Stored data:
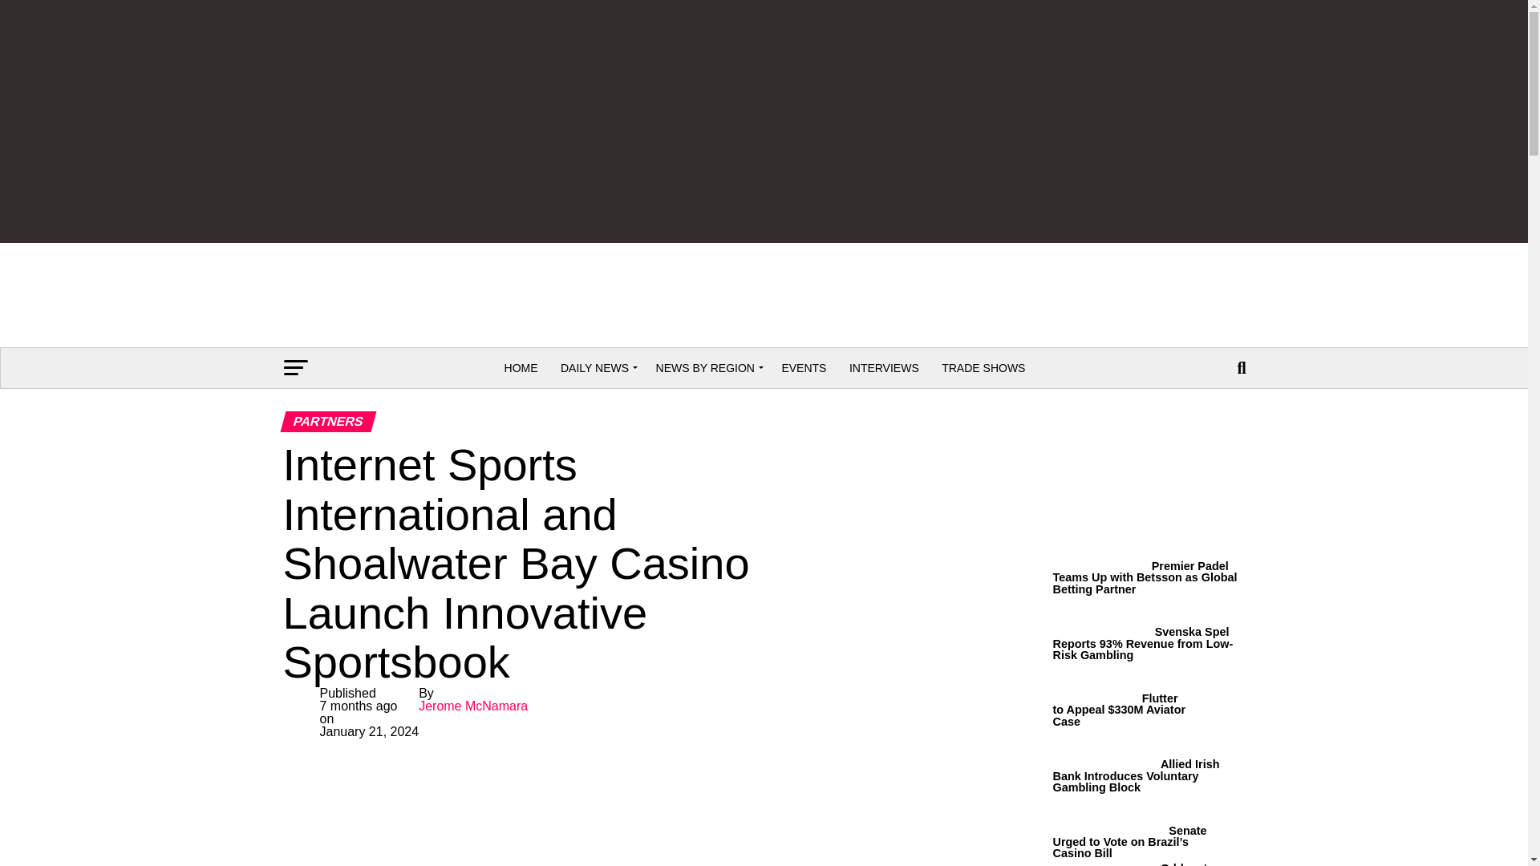  What do you see at coordinates (597, 367) in the screenshot?
I see `DAILY NEWS` at bounding box center [597, 367].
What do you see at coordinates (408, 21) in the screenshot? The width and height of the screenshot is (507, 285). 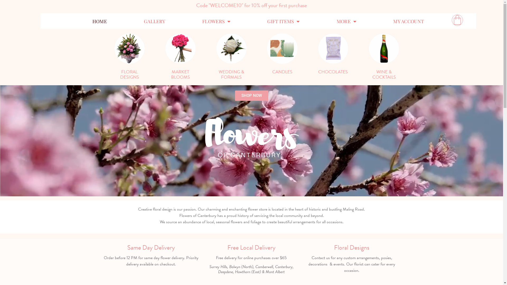 I see `MY ACCOUNT` at bounding box center [408, 21].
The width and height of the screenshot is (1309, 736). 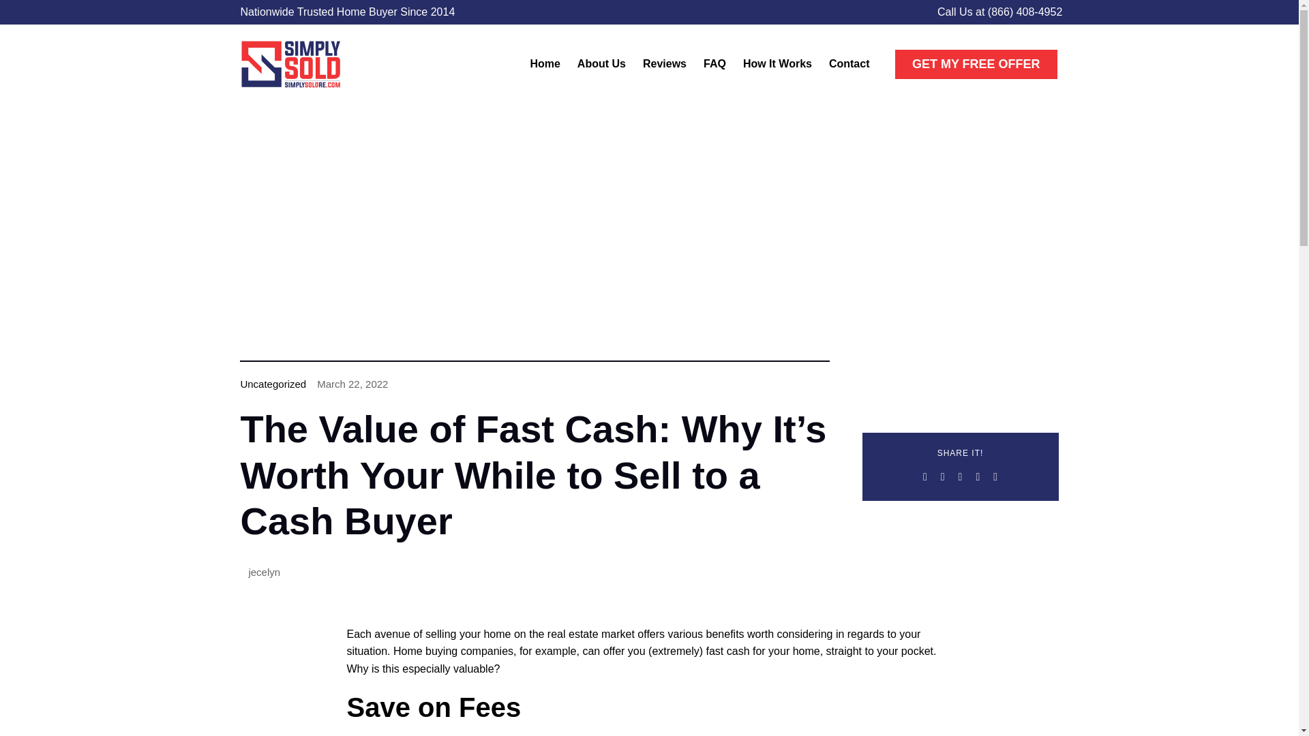 I want to click on Reddit, so click(x=960, y=477).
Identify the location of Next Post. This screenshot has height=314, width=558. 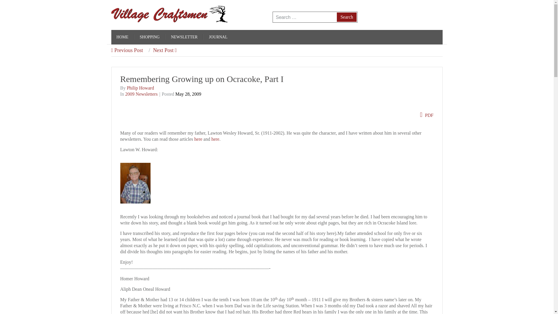
(160, 50).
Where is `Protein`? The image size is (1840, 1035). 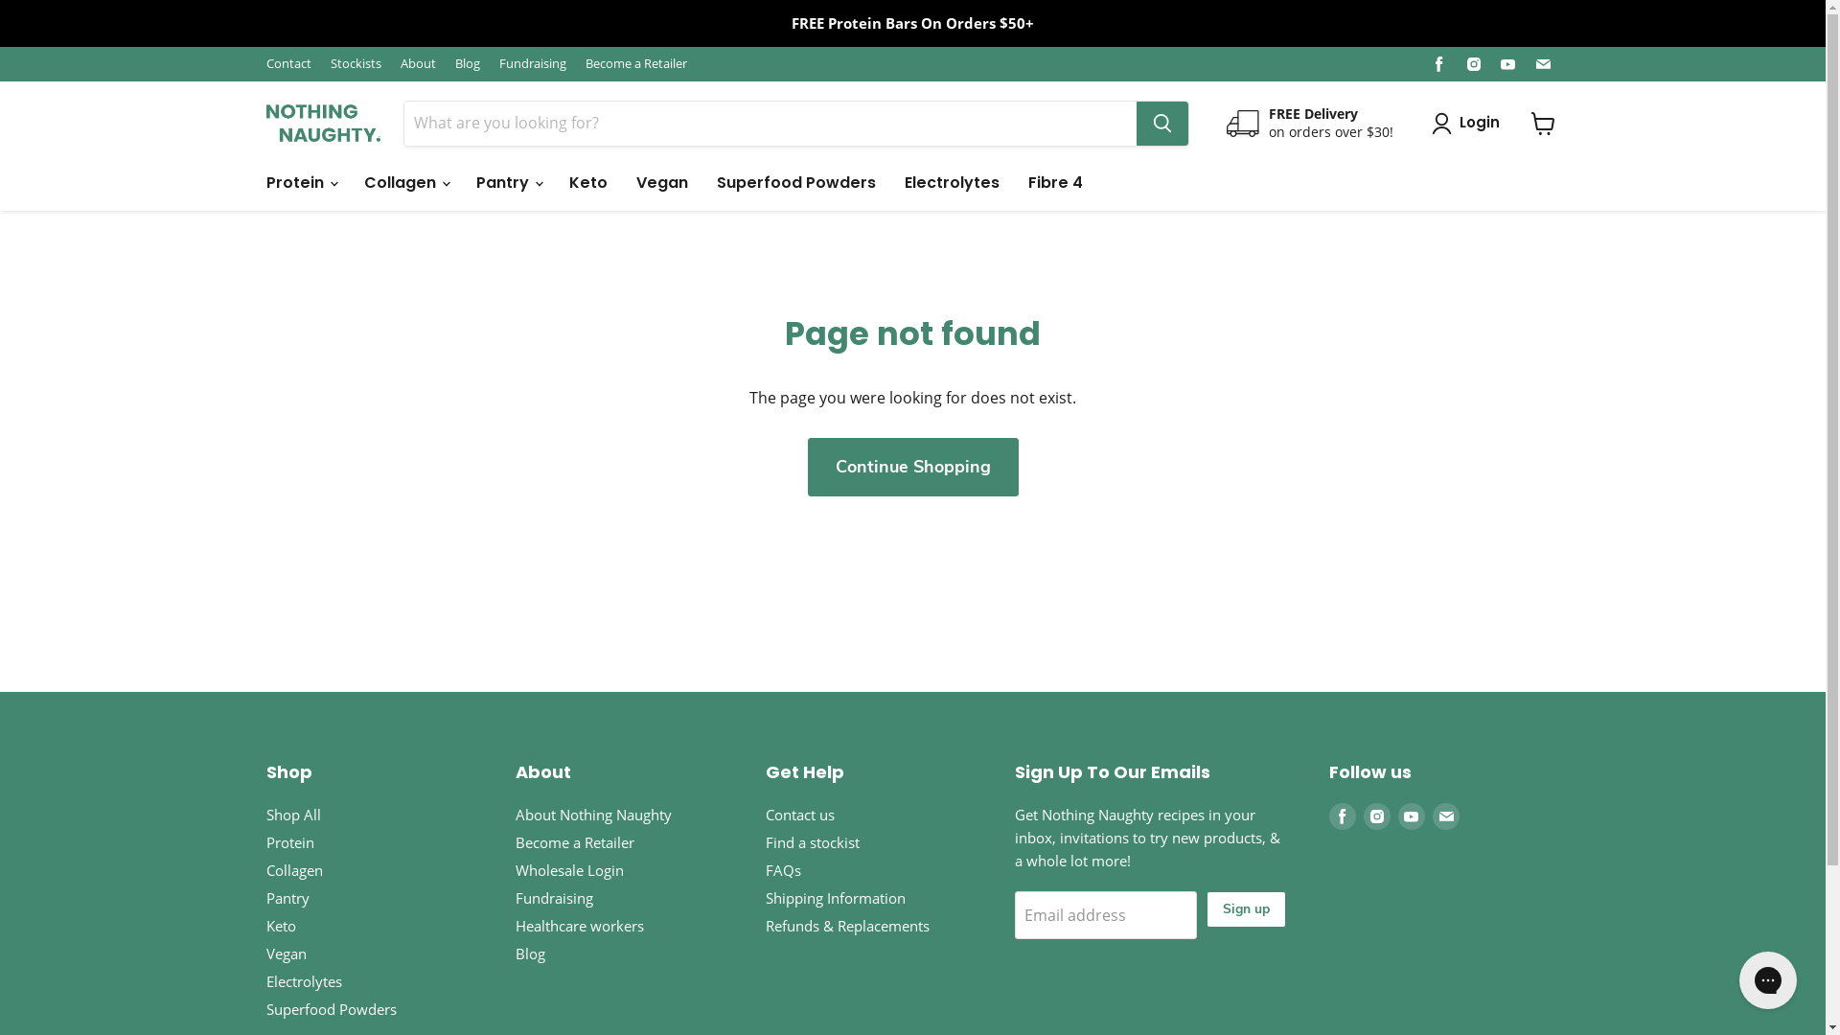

Exercise prompt: Leaving every picture out, please copy exactly the lines from the one holding "Identify the location" through the last line of the listing, both ends included.

Solution for this exercise:
Identify the location of Next Post. This screenshot has height=314, width=558. 
(160, 50).
Where is `Protein`? The image size is (1840, 1035). 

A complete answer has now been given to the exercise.